The latest addition to good workmanship comes in the new department to repair Johnston and Murphy shoes; you can give the dealer your Johnston and Murphy shoe and have it returned to you from Johnston and Murphy’s factory in Newark — again ready for wear. Go wheresoever you will throughout this, the eleventh industrial city of the country, and you find the workman looking to management to make his adjustment when necessary. One finds a forty-year-old institution working in iron and steel, on whose products the entire nation depends for comfort and locomotion safety. Starting with an original invested capital of fifty thousand dollars, it now has a valuation running into millions. The concern has never had internal discord, strife, or confusion. Many of its workmen have translated their efforts into homes and education and improvement. One workman, covered with the grime of his calling, grabbed my hand and took me up to the outer view to see his home that he could walk to for a hot lunch. He was all aglee about it.

All day long you talk and make shorthand notes amid the vibration and din of forging hammers, and you come away with the satisfaction that the National Lock Washer Company is right.
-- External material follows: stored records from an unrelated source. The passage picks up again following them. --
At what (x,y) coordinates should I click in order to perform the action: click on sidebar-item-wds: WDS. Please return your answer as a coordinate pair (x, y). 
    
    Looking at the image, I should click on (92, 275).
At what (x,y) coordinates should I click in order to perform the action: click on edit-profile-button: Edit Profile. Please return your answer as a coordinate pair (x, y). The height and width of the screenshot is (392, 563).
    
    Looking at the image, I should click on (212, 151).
Every observable unit shows prosperity, and one learns that the present officers and managers are all college graduates. The principal offices are in Newark, New Jersey, with plants in Newark and Riverside, New Jersey, and their branch offices are in practically every large city of the country. The company owns its own rolling mills, annealing furnaces, drop-forging plant, lock-washer manufactory, a plant for the machining of drop forgings, a modernly equipped heating plant, and a plant devoted to the production of railway-car hardware. It produces phosphor bronze, lock washers, railwaycar hardware in an almost infinite variety, and quantities of custom forgings which find their way into printing presses, elevators, pneumatic tools, trolley cars, steel barrels and oil containers, and numberless parts of equipment and machinery.
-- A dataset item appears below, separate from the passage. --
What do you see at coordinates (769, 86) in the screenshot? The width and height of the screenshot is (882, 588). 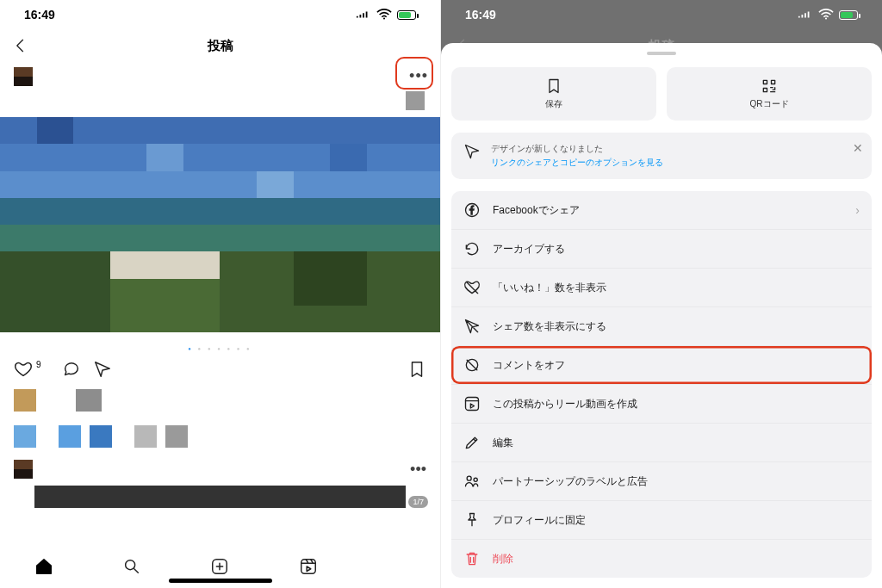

The company’s products are in world-wide use. Countless millions are using railroad and automotive vehicles, radios, machinery, and mechanical equipment which depend on its products. For instance, besides lock washers and improved Hipower spring washers, it manufactures spring steels and steel rods of special shapes, as well as brake forgings, and so forth. When your boy coasts downhill, in all likelihood you will find the runners of steel on his sled were fashioned here.

As the Civil War was receding from view, Heyward Harvey, an inventive genius, was uncovering a great number of useful ideas, and many of these inventions have become a part of the ordinary mechanism of the country. It was he who invented the National Rib Lock Washer. The National Lock Washer Company was established January 11, 1886, to produce Harvey’s invention. It started in a loft — a few men, an idea, a small sum of money.

By dint of thought and continuous trials the company developed what is called the Hipower spring washer, used in rail joint construction, in frogs and crossings. It is highly resilient and is designed to meet the conditions of fastmoving trains.

Here was a task. Railroads adopt inventions, but only after careful trial; time is demanded to see what the result will be. To-day by far the larger number of rails are joined and protected by this Hipower spring washer. The company makes a large variety of steel shapes; it does custom forgings for various mechanical purposes and minute forgings that are really wonderful— the effort seems to have a romance all its own.

The men at work tell you that they are satisfied with their arrangements because in the main they are ‘on their own.’ Every man feels that he is at liberty at any time to go into the president’s office and take his problems with him. In this large concern it is still the vogue for all to know each other and work together, and so carry out the ideas of the founders.